A dish to celebrate The Glorious Twelfth from the head chef of Lyle’s

Recipe Meta

Prep

5 mins

Cook

40 mins

Serves

6

Difficulty

Hard

Ingredients

  • 6 grouse
  • 3 corn cobs
  • 8 sprigs of lemon thyme
  • 200g chicken stock
  • White wine vinegar
  • 60g honey
  • 400g butter
  • 200g cobnuts
  • 100g grouse liver
  • 100g duck liver
  • 50g cream

Method

Ask your butcher to prepare the grouse for you so that the crowns are separated from the legs and the livers set aside.

Put a heavy based frying pan on the heat and fry the grouse and duck livers in 50g butter until coloured lightly. When the livers are nearly cooked, add the cream to the pan and remove from the heat. Blend the contents of the pan together in a food processor, season with salt, then chill.

Steam the corn, still in the husk, for 5 mins. Allow to cool.

Rub a little vegetable oil over the crowns and season with fine salt.
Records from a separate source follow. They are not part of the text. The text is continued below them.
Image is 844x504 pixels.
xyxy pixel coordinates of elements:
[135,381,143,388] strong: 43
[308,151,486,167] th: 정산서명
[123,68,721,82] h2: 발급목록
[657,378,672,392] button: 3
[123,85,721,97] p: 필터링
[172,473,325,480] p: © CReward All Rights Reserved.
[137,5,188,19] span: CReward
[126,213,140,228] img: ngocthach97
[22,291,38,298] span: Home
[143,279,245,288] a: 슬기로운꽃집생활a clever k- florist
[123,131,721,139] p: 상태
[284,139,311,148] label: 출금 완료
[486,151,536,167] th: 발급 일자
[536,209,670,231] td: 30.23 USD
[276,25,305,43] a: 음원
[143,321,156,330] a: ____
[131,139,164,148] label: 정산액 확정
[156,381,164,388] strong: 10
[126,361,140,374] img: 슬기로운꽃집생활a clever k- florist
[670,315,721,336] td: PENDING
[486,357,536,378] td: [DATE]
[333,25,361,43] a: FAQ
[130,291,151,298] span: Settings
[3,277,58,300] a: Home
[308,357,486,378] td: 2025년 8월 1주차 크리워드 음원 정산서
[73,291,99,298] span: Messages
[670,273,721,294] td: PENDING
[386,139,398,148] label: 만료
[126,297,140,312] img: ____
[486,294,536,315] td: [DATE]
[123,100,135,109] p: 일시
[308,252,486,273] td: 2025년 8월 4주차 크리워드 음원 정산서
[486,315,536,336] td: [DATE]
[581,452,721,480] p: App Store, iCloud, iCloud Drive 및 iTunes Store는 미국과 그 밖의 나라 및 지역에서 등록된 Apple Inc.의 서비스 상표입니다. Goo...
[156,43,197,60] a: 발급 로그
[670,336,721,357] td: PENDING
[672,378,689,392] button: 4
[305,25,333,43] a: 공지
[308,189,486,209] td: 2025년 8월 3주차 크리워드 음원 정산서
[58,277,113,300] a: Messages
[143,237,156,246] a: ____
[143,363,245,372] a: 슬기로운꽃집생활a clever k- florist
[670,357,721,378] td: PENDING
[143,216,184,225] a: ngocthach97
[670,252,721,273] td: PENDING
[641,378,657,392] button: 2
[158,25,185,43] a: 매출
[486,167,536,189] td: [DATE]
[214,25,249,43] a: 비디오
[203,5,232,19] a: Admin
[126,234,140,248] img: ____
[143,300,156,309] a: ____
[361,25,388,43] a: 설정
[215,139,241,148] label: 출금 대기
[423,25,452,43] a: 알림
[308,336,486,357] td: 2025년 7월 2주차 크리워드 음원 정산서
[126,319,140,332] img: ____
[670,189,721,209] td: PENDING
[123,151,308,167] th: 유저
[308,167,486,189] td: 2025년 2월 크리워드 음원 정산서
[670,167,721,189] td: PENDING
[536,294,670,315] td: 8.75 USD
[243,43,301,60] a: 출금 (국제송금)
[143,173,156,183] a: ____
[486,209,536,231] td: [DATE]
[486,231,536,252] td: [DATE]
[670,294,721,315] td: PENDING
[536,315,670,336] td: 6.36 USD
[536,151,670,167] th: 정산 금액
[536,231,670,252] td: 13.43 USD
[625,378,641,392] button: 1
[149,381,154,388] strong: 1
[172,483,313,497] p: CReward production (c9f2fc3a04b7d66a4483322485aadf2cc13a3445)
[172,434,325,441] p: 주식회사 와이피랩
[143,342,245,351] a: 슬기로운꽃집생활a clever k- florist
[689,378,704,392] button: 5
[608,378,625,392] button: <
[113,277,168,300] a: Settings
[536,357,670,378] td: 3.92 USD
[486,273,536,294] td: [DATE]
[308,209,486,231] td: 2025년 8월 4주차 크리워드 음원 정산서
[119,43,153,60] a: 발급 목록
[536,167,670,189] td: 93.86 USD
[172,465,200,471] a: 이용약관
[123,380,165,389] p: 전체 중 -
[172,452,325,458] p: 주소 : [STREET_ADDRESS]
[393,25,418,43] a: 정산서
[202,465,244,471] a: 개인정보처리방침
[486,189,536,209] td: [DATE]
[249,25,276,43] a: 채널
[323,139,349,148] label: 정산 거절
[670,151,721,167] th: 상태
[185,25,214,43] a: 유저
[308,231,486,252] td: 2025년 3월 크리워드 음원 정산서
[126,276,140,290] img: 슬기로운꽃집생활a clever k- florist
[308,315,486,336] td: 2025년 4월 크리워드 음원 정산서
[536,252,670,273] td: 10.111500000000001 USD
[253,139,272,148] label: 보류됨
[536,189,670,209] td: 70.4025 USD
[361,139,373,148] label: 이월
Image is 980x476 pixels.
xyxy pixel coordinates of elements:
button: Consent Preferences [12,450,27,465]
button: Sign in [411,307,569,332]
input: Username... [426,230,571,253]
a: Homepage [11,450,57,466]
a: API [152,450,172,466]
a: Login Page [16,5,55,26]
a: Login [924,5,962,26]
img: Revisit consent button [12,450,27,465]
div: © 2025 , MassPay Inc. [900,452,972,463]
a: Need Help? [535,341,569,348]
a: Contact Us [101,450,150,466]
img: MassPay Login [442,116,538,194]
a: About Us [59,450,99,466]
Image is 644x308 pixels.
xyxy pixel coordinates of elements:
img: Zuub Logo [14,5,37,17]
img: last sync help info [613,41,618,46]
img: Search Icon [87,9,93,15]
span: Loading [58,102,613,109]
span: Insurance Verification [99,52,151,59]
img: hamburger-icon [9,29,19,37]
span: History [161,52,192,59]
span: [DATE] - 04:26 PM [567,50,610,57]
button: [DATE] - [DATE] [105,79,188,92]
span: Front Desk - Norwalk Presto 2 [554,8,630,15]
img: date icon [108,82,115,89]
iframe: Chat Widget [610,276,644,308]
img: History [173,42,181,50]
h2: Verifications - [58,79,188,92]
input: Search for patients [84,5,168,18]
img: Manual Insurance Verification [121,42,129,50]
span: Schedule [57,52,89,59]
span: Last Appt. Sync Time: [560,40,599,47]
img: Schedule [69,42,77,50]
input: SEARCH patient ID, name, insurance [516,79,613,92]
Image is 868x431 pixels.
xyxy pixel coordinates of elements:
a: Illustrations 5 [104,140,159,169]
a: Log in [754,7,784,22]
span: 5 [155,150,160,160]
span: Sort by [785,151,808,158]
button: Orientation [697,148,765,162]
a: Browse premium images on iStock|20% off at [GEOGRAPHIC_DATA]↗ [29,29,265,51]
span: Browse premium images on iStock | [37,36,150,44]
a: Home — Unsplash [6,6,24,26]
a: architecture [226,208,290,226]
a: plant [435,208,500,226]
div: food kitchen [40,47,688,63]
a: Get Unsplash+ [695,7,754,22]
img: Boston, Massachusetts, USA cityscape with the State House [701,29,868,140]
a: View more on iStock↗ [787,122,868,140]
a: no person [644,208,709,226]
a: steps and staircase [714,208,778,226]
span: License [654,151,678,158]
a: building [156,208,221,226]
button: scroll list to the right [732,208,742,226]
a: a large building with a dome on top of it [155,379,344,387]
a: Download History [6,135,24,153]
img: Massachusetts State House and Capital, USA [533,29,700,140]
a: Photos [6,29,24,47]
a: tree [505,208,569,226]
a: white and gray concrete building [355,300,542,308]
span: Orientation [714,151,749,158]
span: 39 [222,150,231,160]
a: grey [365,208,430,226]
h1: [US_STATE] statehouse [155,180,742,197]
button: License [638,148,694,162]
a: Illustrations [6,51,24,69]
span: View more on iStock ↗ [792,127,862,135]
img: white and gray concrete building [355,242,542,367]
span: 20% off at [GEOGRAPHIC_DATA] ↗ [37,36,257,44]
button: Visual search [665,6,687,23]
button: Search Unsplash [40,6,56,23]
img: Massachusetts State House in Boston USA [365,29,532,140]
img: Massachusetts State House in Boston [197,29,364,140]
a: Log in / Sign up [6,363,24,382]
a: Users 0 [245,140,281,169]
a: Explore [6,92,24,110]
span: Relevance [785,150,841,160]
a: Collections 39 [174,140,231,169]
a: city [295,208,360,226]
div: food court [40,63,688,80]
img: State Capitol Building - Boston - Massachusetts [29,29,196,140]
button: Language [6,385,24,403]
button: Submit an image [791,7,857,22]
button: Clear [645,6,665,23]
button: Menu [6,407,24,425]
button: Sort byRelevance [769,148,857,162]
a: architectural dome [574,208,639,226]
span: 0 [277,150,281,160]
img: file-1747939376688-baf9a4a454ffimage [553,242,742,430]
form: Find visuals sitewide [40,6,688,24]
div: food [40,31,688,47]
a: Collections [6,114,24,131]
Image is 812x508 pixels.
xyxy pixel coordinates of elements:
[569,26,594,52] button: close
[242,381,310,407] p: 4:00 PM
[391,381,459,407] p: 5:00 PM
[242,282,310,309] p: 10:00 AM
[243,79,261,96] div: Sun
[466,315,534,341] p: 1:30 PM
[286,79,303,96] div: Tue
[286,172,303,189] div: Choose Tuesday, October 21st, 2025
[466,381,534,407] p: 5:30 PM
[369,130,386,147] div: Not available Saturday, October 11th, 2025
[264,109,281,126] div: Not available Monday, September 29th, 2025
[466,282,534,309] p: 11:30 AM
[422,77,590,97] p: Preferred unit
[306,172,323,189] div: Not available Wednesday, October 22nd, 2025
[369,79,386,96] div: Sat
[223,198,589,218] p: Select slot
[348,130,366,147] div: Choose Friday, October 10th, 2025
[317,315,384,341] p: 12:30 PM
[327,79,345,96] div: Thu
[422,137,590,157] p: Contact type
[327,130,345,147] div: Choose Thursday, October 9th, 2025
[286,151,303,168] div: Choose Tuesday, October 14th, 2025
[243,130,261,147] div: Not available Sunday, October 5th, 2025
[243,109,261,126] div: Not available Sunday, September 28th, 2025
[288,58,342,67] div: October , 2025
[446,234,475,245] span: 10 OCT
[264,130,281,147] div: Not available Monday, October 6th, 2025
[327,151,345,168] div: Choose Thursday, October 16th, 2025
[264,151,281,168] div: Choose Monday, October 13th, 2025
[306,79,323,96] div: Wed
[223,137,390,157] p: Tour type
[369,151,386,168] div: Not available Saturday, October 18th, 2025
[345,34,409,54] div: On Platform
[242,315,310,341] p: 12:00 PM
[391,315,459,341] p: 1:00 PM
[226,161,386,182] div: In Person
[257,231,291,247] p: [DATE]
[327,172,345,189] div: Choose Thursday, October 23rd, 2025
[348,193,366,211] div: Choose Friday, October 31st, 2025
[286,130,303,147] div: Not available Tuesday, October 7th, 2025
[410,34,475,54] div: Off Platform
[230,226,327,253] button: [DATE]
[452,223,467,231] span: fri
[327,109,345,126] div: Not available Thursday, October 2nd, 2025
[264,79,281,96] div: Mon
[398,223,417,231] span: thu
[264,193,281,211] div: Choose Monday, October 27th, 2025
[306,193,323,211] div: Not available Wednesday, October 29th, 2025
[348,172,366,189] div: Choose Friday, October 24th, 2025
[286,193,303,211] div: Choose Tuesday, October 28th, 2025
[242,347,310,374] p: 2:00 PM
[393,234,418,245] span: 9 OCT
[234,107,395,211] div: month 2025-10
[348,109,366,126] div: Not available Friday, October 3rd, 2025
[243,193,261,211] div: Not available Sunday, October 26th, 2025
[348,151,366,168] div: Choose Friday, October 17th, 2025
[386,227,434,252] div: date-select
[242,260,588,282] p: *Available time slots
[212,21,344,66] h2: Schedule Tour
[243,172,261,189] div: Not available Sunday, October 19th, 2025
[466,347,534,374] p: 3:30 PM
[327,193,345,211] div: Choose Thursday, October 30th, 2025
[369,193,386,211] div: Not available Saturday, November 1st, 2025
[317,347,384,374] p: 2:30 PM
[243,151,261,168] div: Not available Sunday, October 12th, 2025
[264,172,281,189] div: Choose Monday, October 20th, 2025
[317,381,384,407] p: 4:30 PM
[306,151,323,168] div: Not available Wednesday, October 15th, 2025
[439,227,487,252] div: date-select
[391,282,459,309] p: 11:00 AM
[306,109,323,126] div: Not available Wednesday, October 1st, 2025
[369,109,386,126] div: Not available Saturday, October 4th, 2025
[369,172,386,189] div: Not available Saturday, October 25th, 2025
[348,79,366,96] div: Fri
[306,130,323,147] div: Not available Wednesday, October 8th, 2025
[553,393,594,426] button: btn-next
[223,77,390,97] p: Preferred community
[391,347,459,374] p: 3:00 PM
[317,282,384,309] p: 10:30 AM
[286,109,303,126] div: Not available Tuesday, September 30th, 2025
In a large heavy based casserole pot, place the birds so that they are all lying on the same side and fry until coloured.

Turn them to fry the other side, then add 50g butter to the pan and baste all over the crowns. When the butter starts to burn, tip away and add another 50g butter. Repeat the basting and add 5 sprigs lemon thyme.

After the birds have coloured nicely, place them in to a preheated 100C oven. After 5 mins check the internal temperature of the breast at its thickest part – it should be around 55C. Remove the crowns and leave to rest on a plate.

Season the legs and put them into the pot and back on the heat. Fry the skin side until dark, flip the legs and remove from the heat again. Wait 30 secs and remove the legs to rest with the crowns.

Pour in 200g chicken stock and boil in the pan with the roasting butter. Reduce until it tastes great, probably by half. Add a splash of vinegar.

In a food processor, mix 250g butter with 60g honey until creamed together, fully combined.

Set up a grill, brush the corn with the honey butter and roll over the grill to mark and char the kernels. Once coloured all over, cut the kernels from the cob. Mix with a little more honey butter, add the picked leaves from the remaining thyme and season with salt and black pepper.

To serve, take the breasts from the bone and trim off any oxidised or grey meat. This can happen a lot – it’s basically where the flesh has come in to contact with the ruptured insides of the bird. It will taste unpleasant, and we don’t want that!

Spoon some corn on the plate, add some of the liver mix and then cover with more corn. This will mean the liver melts out into the corn mix as you eat. Add the breasts and the legs, seasoned with salt. Chop the cobnuts and scatter on the corn. Pour a spoon of the roasting juices over everything.